WILLA v7 - Teachers Write: From the Schools - Seizing 'One Moment in Time'
Secondary Member at Large
Seizing "One Moment in Time"
Ruth McClain, English teacher, Paint Valley H. S., Bainbridge, OH
The girls had petitioned me to come and watch one of their games, and so, on that afternoon in early May, I took a set of papers to be graded and made my way to the bleachers at the softball diamond. There were few people - only a handful of parents and some students who had come at the urging of their player friends. While the team warmed up, I shuffled through the essays making customary remarks and assigning grades, glancing up now and then to watch one of the girls get a hit or field a ground ball. After three innings, our team was ahead by fifteen runs, and when the score reached forty-five to one, the game was called after the fifth.
As the team huddled for a briefing about the next day's practice, and parents folded away their lawn chairs, I suddenly remembered that I would be away from school the next day and needed to ask one of the students to lock up my room after the last class. So, I waited patiently for the team to come out of the dugout.
The western horizon over Copperas Mountain behind the school had darkened giving every indication of an impending rainstorm. I hoped they would hurry. When, at last, the girls emerged, I walked toward Karen shielding my essays from the droplets of rain that had begun to fall. She stood next to her uncle and coach, and I heard him say, "I think this game will give you enough stats for a scholarship to play softball when you go to the college this fall." His voice was animated with the excitement that his own niece would be on the university softball team. All his expectations for her seemed wrapped up in her abilities to play shortstop. He threw his gear into the back seat of his car, waved goodbye, and pulled out of the parking lot.
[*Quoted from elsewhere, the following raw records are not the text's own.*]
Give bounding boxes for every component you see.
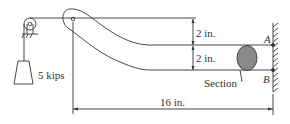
section-leader xyxy=(240,70,242,81)
point-a-marker xyxy=(272,44,275,47)
load-label: 5 kips xyxy=(38,69,65,81)
weight-icon xyxy=(14,61,33,84)
upper-dim-label: 2 in. xyxy=(196,27,216,39)
section-shape xyxy=(237,46,257,71)
beam-upper-edge xyxy=(63,9,273,45)
curved-beam-diagram: 5 kips 2 in. 2 in. Section A B 16 in. xyxy=(0,0,290,124)
point-a-label: A xyxy=(263,33,271,45)
point-b-marker xyxy=(272,69,275,72)
fixed-wall-icon xyxy=(273,23,278,92)
span-dim-label: 16 in. xyxy=(160,96,185,108)
section-label: Section xyxy=(204,77,237,89)
point-b-label: B xyxy=(263,73,270,85)
lower-dim-label: 2 in. xyxy=(196,52,216,64)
As Karen and I faced each mother, I asked, "So! Did you get a scholarship?" Karen turned to me, her face full of pain and anger.
We stood in silence for moment. Here, before me was a young woman who had called me the previous summer asking for a list of books to read; a young woman who had read over seventy books on her own during the school year; a young woman who, after being in my classes for two years, had finally shared with me her private writing - writing with voice that was fresh and clear. Writing she had not dared to share with anyone else for fear that it was not good - for fear that her intent would be misunderstood.
I remembered the day she had stayed after school and, after handing me one of her stories, had turned her head away not wanting to look at me as I read in silence.
An intense wave of heat gave a silent warning that the area was in for some lightning that would grip its stony, white fingers into any unsuspecting tree or farmhouse. Then it came. Far off in the distance across waving fields of half-grown corn, the lightning flashed its cold glare arid passed its voice across the cool breeze. The sweat that had been gleaming on Mary's arms and across the back of her shirt was now glued to her body, drying, raising goose bumps across her stomach and causing the hair on her forearms to stand at attention. 'Help me shut them windows before it starts pouring outside and gets my curtains all wet,' she softly said to Thelma Jo. The sheers were delicately poised above the kitchen sink, the yellow linoleum acted like a magic carpet to allow the force of the storm to wonder its way through the window.
I had continued to read, heavily impressed with Karen's natural ability for description. Her story had concluded when Alton, Thelma Jo's father, had showed up at Mary's to take Thelma Jo home.
Mary could not stop Alton from going to the back bedroom, grabbing Thelma underneath her arm, and pushing her into the truck. He was a big man, &4' with a big gut that swelled underneath his flannel shirt. Thelma began to snivel and blow bubbles of spit out of her mouth He was hurting her arm, and she was afraid. Don't leave me alone with him, her eyes pleaded to Mary as Alton's truck pulled onto the road.
Mary knew deep down that she couldn't have done anything to stop him. The next few hours would change Thelma Jo's simple life forever and would serve as an unspoken guilt that would bum Mary for the rest of her life. She had let Thelma slip through her fingers and out her own front door into a world of misery, her innocence gone forever with the sweaty thrusts of her own father.
Now, Karen and I stood together in the middle of the parking lot and, having coached for eighteen seasons, I myself was no stranger to athletics, but to measure the worth of this young woman by only one gift seemed somehow wrong, deeply sinful. In that moment, I was brought face to face with the truth of how often we place our young men and women into one category or another - failing to appreciate the dimensions of all their gifts. I thought about those ancient Greeks who had sought excellence not only in athletics but in philosophy, drama, art, and architecture. The same people who had produced a Homer had also produced the Olympic Games. I looked at Karen and saw her life as a microcosm, a world in miniature; a young woman who understood better than I that in both sports and in the gifts of the mind, life is crystallized and made intense. As a classroom teacher, I owe her 'one moment in time ... so that each day she lives, she has a chance to be more than she ever thought she could be - the assurance to know that she is not alone and that her finest day is yet unknown."
Karen and I continued toward the school, the grayness of the western horizon already touched with the soft blue sky.
Reference Citation:
McClain, Ruth. (1998). "Seizing "One Moment at a Time." WILLA, Vol. VII, p. 36, 39-40.